Ivory Coast's internationally-recognised leader Alassane Ouattara on Friday urged the army to desert his rival Laurent Gbagbo and to protect civilians against attacks by foreign fighters.
"As commander in chief, I order the Defence and Security Forces to carry out their republican mission of protecting the population against the militias and foreign mercenaries that are spilling Ivorian blood," he said.
Ouattara read the statement in the Golf Hotel, the luxury Abidjan resort where his shadow government is holed up, protected by 800 UN peacekeepers who are in turn blockaded by defiant strongman Gbagbo's security forces.
While Ouattara is recognised as winner of last month's Ivorian presidential election by the international community, Gbagbo has refused to hand over power, and the Defence and Security Forces (FDS) remain loyal to his regime.
Both Ouattara's camp and UN human rights monitors accuse Gbagbo's FDS of involvement in large-scale human rights abuses, and there have been reports of them working with masked militia fighters and Liberian mercenaries.
"Violence is returning to our towns and our city neighbourhoods. Serious human rights violations are reported from all corners," Ouattara said.
"Under cover of the curfew, people have been been kidnapped and executed by elements of the Republican Guard and the Cecos, backed by foreign mercenaries and militiamen," he said, in his first public statement this month.
While commanders of the entire 17,000-strong FDS have pledged loyalty to Gbagbo, his most feared support comes from two elite squads, the 1,500-strong Guards and the 2,000 members of the Cecos police special forces unit.

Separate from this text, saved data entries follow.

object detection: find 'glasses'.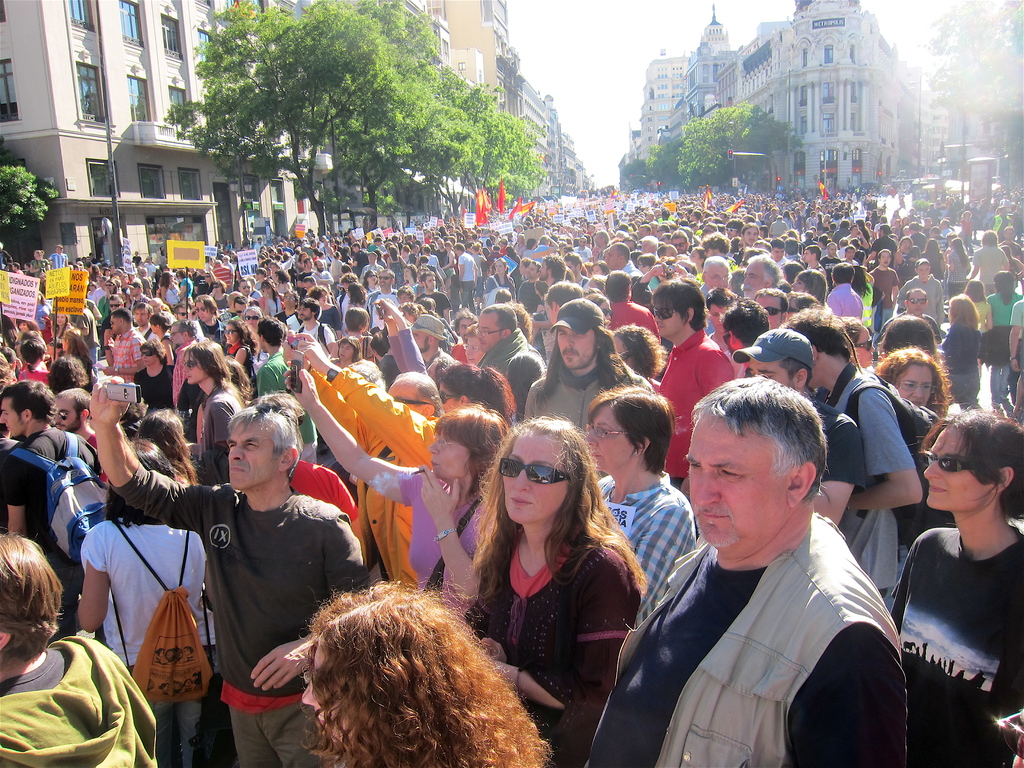
rect(918, 452, 977, 468).
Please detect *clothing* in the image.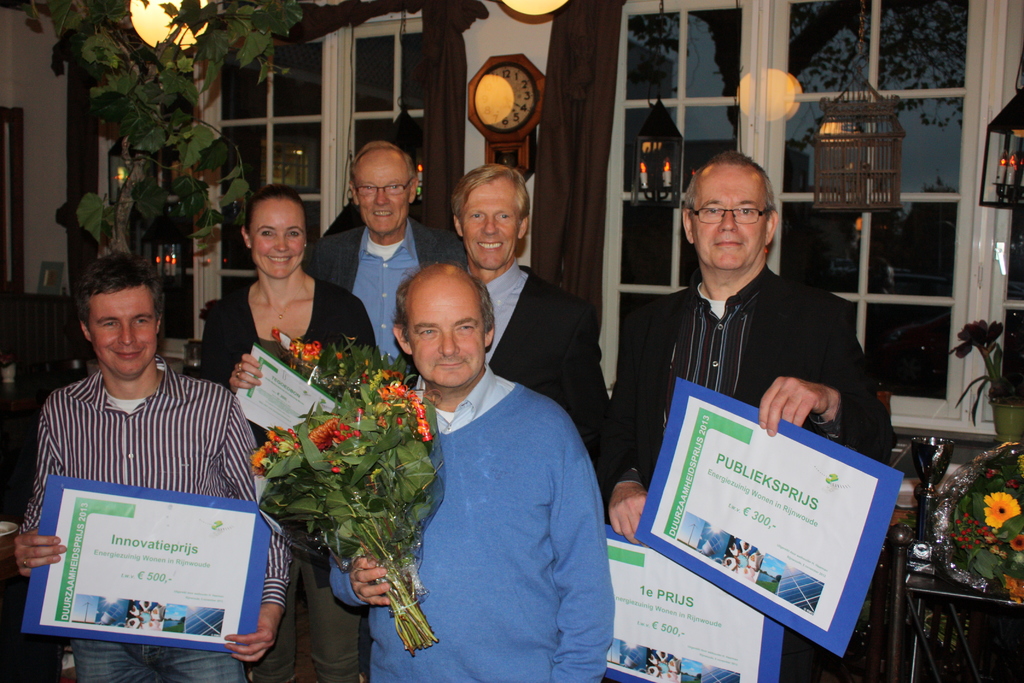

Several witnesses, including UN peacekeepers, have also reported that these troops have been seen with "masked individuals armed with rocket-launchers" and with "heavily-armed" English-speaking fighters, apparently from Liberia.
Ouattara said he had asked the International Criminal Court (ICC) to send a team of investigators to Ivory Coast "in the coming days" in order to prosecute those responsible for the killings of recent days.
And he said he had written to UN Secretary General Ban Ki-moon to urge him to ensure that the UNOCI peacekeeping force does more to enforce its mandate to ensure the protection of civilians and free movement of citizens.
Ouattara and his government are unable to leave the Golf Hotel, and even senior UN figures can only travel there by helicopter, as it is surrounded by Gbagbo's forces, which control the only two access roads.